Astravidya secures investment from S-Tech Ventures to scale Ukrainian motor production
Investment builds on S-Tech Ventures’ long-term cooperation with Ukrainian defence sector. Astravidya retains 80% ownership; full output capacity allocated to Ukrainian unmanned manufacturers.
Astravidya, a Ukrainian manufacturer of brushless DC (BLDC) motors for unmanned platforms and ground robotics, has secured an investment from Czech industrial defence group S-Tech Ventures.
The transaction builds on S-Tech’s long-term cooperation with Ukraine’s defence-technology ecosystem. S-Tech holds a 20% stake; the remaining 80% is retained by Astravidya’s founding team, ensuring the company’s engineering leadership stays under Ukrainian ownership. The parties did not disclose the value of the transaction.
„Astravidya was built on the principle that Ukrainian engineering can deliver industrial-grade serial production at full scale. We control the entire technological cycle, from the machines that build our motors to the finished product. The partnership with S-Tech Ventures lets us scale this capability for Ukrainian unmanned manufacturers, with European market expansion as a long-term horizon once the legislative framework permits. This is what it looks like when European industrial capital strengthens Ukrainian defence production from within,” says Rufat Raimov, CEO of Astravidya.
Astravidya will use the funding to build a new serial production line with a target capacity of up to 50,000 motors per month, expand manufacturing facilities, strengthen its R&D centre, and grow the engineering team. The line’s full output will supply Ukrainian manufacturers of unmanned platforms and ground robotic systems. The motors will reach European supply chains once Ukrainian legislation permits defence-technology exports.
„Astravidya represents the kind of Ukrainian engineering Europe needs: real production, real intellectual property, full independence from Chinese supply chains. This is exactly the capacity Europe requires for unmanned platforms. Our role is to give that capability the industrial backbone it deserves, anchor it in EU industrial structures, and integrate Ukrainian manufacturing into European supply chains, with Ukrainian partners as equals,” says Anna Růžičková, CEO of S-Tech Ventures.
Astravidya designs and manufactures BLDC motors with a localisation level above 70%. The company operates its own machining and stator-winding processes and remains independent of Chinese component supply chains. Its engineering team designs and upgrades its own production equipment in-house, which gives Astravidya control over quality, throughput, and unit economics, and shields it from external logistical disruption. These characteristics place Astravidya among the few Ukrainian engineering operations ready to supply European customers in unmanned platforms, ground robotics, and adjacent civil-defence applications at industrial scale.
S-Tech owns the serial production line and leases it to Astravidya, anchoring the operational asset in EU jurisdiction while production continues on Ukrainian soil. In the longer term, S-Tech intends to build a second Astravidya-aligned production line within the European Union, expanding the company’s manufacturing footprint into the EU rather than relocating it.
Astravidya is a certified member of Brave1, Ukraine’s state defence-technology cluster operated jointly by the Ministry of Digital Transformation, the Ministry of Defence, and the General Staff of the Armed Forces of Ukraine. Brave1 membership reflects state validation of Ukrainian defence technologies and provides participants with grant funding, expert review, and access to testing infrastructure.
With this investment, Astravidya becomes part of a portfolio designed to build a fully European industrial base for unmanned and ground robotic systems. S-Tech Ventures already holds Cyber Drone Solutions (unmanned platforms), Noontide Systems (defence AI and computer vision), and Componentas (component manufacturing in the EU). Astravidya completes this chain with motor production, a critical component that few European manufacturers currently supply at industrial scale.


Gather the lines below that include the string "screenshot", copying each in full.

▶ **Excerpts from a figure dataset**:
+ + + + +
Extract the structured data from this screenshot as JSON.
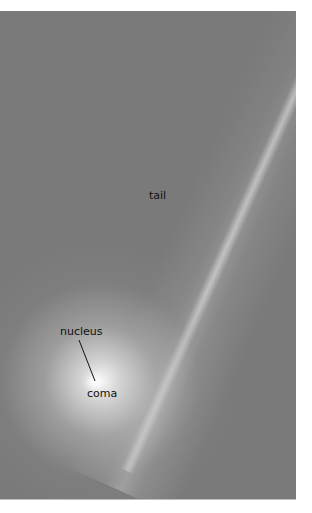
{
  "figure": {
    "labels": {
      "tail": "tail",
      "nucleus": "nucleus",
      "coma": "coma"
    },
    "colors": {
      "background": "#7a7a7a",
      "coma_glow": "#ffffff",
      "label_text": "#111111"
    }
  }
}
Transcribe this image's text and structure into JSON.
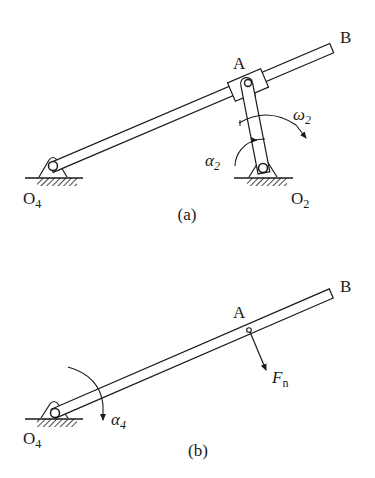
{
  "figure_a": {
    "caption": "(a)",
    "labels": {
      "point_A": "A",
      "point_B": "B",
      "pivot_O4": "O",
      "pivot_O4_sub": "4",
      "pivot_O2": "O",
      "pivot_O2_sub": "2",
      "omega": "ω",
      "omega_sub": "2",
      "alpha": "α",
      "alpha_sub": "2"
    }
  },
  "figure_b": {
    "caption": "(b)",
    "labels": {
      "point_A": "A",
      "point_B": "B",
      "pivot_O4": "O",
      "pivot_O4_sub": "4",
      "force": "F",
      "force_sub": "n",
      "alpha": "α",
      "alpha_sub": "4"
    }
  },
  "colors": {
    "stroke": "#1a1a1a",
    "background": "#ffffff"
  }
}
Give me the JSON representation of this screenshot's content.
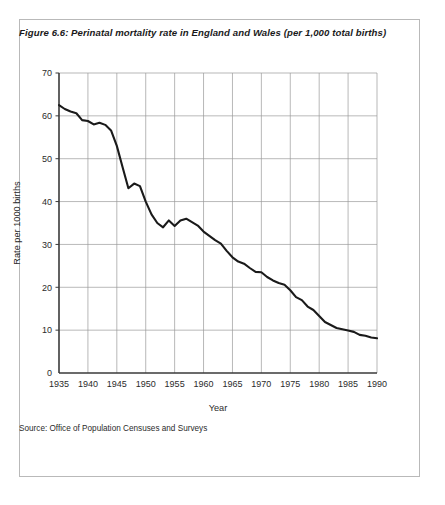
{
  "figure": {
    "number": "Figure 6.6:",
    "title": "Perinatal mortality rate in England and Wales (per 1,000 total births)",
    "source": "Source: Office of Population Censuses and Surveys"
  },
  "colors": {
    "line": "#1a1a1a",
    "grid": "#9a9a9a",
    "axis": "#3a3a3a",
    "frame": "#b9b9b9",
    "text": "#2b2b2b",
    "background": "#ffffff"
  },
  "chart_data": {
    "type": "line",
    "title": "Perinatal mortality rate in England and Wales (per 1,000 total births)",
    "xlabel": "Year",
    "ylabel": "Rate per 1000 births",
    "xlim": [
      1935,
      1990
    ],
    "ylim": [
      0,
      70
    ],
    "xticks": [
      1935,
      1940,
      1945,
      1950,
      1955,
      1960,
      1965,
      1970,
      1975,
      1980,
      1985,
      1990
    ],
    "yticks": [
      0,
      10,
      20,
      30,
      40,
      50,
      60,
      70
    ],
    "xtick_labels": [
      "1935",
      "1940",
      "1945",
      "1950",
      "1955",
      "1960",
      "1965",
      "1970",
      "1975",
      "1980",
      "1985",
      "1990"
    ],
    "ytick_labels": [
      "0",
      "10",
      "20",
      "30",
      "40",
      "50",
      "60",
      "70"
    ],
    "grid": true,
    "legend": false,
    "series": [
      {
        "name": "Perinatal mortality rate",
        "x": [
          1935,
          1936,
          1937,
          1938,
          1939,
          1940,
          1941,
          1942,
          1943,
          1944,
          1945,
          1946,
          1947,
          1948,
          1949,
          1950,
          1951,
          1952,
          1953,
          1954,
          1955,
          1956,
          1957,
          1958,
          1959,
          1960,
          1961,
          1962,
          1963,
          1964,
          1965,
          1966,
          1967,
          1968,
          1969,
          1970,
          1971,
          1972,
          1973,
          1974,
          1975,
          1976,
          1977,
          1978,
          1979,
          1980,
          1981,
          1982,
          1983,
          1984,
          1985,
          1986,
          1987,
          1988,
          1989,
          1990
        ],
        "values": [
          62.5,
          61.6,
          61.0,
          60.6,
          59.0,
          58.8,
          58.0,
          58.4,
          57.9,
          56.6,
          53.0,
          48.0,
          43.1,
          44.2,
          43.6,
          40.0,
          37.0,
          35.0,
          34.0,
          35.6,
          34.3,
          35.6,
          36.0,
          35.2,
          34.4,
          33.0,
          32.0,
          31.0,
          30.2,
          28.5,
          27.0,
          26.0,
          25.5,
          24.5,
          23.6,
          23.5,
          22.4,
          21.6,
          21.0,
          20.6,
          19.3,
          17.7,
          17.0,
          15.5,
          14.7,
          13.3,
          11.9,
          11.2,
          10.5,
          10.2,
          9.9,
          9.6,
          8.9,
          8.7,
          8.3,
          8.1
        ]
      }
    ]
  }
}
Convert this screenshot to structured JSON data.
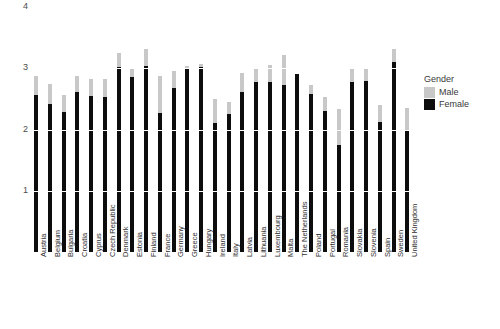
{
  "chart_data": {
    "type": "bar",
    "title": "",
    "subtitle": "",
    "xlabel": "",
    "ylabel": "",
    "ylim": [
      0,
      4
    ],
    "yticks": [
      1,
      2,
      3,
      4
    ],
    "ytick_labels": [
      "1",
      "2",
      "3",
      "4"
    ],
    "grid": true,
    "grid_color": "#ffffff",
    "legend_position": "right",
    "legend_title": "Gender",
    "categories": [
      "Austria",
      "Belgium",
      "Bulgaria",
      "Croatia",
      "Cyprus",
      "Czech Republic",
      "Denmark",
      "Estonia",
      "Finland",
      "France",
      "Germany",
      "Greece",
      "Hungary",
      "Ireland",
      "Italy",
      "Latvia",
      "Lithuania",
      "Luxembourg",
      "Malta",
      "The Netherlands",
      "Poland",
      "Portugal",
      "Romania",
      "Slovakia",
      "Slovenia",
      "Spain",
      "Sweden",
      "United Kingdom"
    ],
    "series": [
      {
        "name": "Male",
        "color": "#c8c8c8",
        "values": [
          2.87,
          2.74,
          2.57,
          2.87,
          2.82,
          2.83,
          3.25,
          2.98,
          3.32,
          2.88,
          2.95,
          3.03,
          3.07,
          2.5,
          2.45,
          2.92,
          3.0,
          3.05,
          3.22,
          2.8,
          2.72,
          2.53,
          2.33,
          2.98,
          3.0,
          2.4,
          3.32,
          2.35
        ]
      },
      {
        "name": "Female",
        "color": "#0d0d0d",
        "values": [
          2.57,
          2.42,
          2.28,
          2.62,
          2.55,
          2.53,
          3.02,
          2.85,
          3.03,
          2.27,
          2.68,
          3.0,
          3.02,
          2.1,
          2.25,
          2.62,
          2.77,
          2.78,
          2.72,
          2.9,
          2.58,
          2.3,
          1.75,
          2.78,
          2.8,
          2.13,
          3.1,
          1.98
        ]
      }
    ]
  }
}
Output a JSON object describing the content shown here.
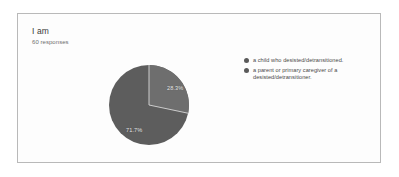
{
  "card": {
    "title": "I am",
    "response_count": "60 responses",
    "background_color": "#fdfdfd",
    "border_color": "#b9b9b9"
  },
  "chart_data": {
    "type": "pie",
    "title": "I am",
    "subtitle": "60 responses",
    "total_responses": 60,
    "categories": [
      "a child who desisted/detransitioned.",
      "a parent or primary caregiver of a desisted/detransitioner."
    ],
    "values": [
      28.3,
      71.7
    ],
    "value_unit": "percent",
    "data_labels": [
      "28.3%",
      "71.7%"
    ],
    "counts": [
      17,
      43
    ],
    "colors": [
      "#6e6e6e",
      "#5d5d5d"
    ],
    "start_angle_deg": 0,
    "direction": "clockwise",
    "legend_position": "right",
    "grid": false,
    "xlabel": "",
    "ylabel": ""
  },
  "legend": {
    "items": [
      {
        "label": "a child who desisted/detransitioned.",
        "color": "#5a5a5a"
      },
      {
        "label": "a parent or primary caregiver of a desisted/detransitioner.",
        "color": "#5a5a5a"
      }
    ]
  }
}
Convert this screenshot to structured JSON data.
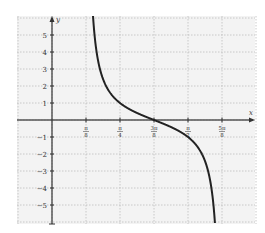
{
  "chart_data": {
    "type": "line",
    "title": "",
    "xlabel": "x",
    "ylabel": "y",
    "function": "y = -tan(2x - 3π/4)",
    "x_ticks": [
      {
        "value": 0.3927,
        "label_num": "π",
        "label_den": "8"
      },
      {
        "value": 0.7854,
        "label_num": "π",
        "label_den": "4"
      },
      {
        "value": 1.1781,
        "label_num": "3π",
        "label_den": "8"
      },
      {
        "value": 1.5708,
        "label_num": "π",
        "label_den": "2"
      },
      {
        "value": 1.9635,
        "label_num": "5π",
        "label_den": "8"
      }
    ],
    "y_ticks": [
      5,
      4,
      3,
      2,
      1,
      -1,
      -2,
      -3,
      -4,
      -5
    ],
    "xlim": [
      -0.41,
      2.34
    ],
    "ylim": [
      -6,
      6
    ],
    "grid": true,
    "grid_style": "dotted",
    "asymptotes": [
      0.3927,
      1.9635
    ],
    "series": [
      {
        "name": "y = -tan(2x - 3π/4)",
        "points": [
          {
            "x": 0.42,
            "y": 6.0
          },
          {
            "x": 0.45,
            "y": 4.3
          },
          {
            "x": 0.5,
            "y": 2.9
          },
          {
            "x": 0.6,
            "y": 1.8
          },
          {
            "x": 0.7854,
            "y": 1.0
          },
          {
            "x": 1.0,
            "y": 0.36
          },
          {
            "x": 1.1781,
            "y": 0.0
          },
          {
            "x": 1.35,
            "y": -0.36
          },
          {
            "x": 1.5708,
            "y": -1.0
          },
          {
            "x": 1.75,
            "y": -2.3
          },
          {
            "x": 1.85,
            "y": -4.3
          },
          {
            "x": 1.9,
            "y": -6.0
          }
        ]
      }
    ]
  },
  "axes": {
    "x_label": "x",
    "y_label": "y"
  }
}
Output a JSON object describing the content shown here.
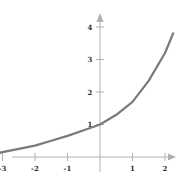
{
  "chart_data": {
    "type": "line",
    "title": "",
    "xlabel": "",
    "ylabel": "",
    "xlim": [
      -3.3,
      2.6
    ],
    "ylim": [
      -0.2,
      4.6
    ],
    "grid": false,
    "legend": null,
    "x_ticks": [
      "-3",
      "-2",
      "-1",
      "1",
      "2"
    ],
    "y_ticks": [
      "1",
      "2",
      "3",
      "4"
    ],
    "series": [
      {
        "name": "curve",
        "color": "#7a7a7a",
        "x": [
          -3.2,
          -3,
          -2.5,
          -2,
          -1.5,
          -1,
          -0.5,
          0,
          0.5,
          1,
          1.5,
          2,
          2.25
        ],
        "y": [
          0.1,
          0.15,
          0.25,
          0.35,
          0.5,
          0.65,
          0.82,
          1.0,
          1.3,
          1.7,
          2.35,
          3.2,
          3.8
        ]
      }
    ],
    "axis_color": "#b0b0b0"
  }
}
+ + + + +
▶ **RESPONSE**:
Extract the structured data from this screenshot as JSON.
Give me the JSON representation of this screenshot's content.
Convert this screenshot to structured JSON data.
Convert this screenshot to structured JSON data.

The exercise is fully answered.